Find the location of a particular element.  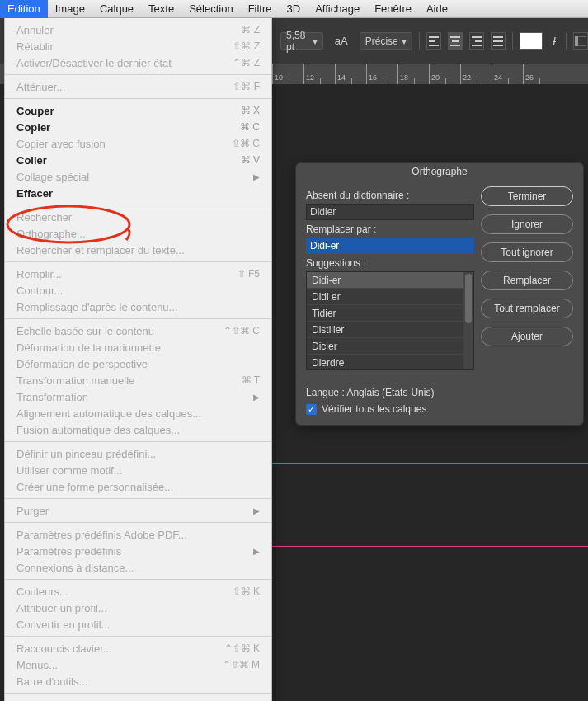

tout-ignorer-button: Tout ignorer is located at coordinates (527, 252).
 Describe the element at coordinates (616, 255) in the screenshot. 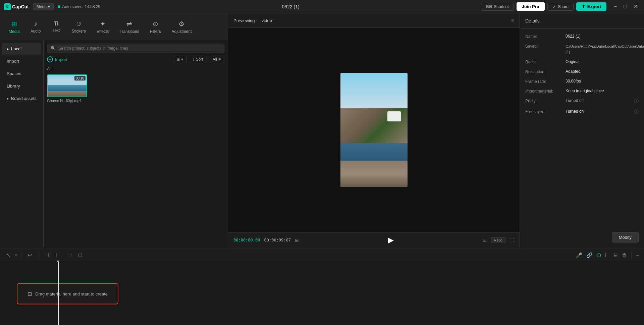

I see `pip-button: ⊟` at that location.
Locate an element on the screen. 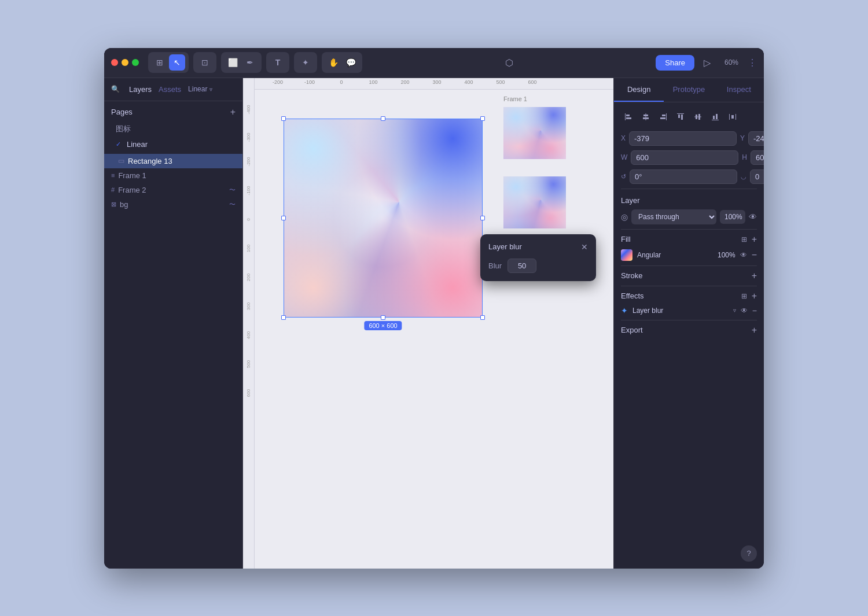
......
• [WORK TO COMPLETE] Copy out all of the entries exactly as they stand, with no pictures in your copy.

• [SOLUTION TO THIS PROBLEM]
Find the location of a particular element.  

tout-ignorer-button: Tout ignorer is located at coordinates (527, 252).
 Describe the element at coordinates (616, 255) in the screenshot. 

I see `pip-button: ⊟` at that location.
Locate an element on the screen. 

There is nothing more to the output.